"Yes," said Eugenia at the breakfast table, "Marise was suddenly called back to France by family matters. She is her widowed father's housekeeper, you know; and then too, there is an old servant somewhere who brought her up, whom she feels it her duty to go to see every once in a while."
"What's her address in Paris?" asked Mr. Crittenden urgently.
"I can give that to you, but if you're thinking of writing her a card it wouldn't reach her, for she was to go directly on to the south, and I haven't the least idea what that address is. Some tiny village on the sea-coast, I believe. Or is it in the Pyrenees? But she will be back very soon, almost any day. It's hardly worth while trying to write her. She'll be here before a card could follow her around."
Mr. Crittenden got up, leaving his coffee untouched, and left the breakfast-room in his unceremonious American way, without a sign of decent civility.
Mr. Livingstone looked at Miss Mills eloquently, with a shrug which meant, "What can you expect?"
Eugenia waited till every one, except herself and Mr. Livingstone had left the room, and then said hesitatingly, "Mr. Livingstone, I wonder...." He was on the alert in an instant, surprised at her personal manner. "It's an outrageously big favor to ask of you, but I don't know any one else adroit enough to manage it." She paused, reflected and drew back shaking her head, "Oh, no; no! What am I thinking of?"
By this time Mr. Livingstone was in the chair beside her, assuring her warmly that if there was anything, anything he could do to be of service—"I shall consider it an honor, Miss Mills, I assure you, an honor!"
Miss Mills let her blue eyes rest on his deeply, as if sounding the depths of his sincerity, and then, with a yielding gesture of abandon, decided to trust him, "I've been foolish, and I'm so afraid I shall have trouble unless you can help me. Promise me you won't tell Mlle. Vallet. Or any one."
Impassioned protestations from Mr. Livingstone.
She looked over her shoulder to be sure they were alone, "You know the rule of the Italian government about taking out of Italy any valuable antiquities. They are so afraid that tourists of means will carry off some of the fragments of Greek and Roman sculpture. I knew about it of course, but I'd no idea it was really enforced—those things so seldom are in Europe. And I bought a lovely little antique bas-relief to go over a mantel-piece in my Paris apartment. I had it sent yesterday, up by the Simplon route; it's too late to get it back and now I'm in mortal terror of what may happen at the Italian frontier. I heard last night the most dreadful tales of what they do to any one who tries to smuggle out such things—not only fines, you know, but lawsuits, lawyers to frighten you—publicity!"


### PROBLEM TO SOLVE:
Whenever a line in the data holds the string "each", copy that line.

### EXTRACTED RECORDS:
□ □ □ □

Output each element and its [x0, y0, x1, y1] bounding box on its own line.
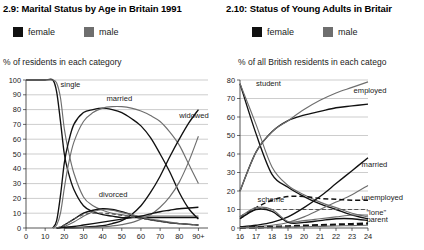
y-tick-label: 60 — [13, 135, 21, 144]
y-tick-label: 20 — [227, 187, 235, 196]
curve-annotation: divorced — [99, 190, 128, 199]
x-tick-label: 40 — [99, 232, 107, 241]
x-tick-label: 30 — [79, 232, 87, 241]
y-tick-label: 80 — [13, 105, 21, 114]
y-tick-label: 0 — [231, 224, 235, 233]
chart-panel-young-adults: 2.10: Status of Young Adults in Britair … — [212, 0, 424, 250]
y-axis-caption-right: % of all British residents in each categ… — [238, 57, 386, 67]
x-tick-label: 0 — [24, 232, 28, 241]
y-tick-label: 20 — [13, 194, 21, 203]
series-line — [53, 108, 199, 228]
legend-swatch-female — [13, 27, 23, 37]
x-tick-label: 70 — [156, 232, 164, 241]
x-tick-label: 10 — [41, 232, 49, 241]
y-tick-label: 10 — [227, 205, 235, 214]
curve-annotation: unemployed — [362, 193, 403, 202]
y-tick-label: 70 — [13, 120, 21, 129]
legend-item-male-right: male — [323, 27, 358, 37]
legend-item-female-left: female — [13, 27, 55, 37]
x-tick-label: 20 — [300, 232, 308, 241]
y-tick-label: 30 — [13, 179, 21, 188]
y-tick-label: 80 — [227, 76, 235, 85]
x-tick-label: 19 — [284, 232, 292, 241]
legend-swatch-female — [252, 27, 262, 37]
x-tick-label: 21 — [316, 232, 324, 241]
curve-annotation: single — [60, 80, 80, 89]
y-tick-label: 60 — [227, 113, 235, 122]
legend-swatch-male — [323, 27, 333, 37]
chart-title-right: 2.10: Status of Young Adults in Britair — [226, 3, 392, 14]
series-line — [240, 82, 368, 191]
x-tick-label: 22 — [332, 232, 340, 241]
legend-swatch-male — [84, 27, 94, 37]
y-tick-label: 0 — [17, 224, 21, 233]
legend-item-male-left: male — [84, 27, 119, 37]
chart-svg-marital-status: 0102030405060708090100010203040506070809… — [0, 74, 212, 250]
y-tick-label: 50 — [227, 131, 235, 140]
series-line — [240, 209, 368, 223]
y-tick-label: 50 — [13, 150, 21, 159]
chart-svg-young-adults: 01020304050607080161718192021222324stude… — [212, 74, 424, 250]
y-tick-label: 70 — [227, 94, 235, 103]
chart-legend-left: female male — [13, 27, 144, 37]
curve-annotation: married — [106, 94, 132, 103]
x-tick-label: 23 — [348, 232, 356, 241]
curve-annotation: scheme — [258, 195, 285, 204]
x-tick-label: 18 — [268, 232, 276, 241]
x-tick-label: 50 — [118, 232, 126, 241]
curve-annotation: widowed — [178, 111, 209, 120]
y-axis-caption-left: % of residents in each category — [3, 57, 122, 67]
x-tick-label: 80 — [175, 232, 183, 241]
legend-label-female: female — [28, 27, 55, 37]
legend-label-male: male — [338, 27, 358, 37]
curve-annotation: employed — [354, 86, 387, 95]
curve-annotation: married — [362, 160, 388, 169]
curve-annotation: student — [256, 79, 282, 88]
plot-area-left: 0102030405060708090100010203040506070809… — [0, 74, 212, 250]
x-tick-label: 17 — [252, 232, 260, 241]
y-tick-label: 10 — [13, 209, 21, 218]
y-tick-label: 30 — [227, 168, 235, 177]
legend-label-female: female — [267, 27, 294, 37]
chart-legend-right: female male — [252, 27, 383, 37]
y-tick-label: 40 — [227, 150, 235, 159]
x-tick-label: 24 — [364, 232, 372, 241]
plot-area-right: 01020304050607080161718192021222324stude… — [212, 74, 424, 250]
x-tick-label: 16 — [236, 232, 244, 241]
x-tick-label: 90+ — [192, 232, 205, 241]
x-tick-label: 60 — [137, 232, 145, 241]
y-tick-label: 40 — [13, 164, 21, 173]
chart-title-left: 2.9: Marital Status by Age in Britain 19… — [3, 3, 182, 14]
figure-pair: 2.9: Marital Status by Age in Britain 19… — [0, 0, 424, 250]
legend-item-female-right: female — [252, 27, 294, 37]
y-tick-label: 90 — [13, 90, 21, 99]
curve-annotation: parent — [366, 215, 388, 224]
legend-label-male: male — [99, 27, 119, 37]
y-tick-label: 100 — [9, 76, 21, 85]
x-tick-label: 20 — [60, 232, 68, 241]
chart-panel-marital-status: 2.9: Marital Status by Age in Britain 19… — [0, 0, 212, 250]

□ □ □ □

### ANSWER FOR THIS EXERCISE:
Output each element and its [x0, y0, x1, y1] bounding box on its own line.
y-axis-caption-right: % of all British residents in each categ… — [238, 57, 386, 67]
y-axis-caption-left: % of residents in each category — [3, 57, 122, 67]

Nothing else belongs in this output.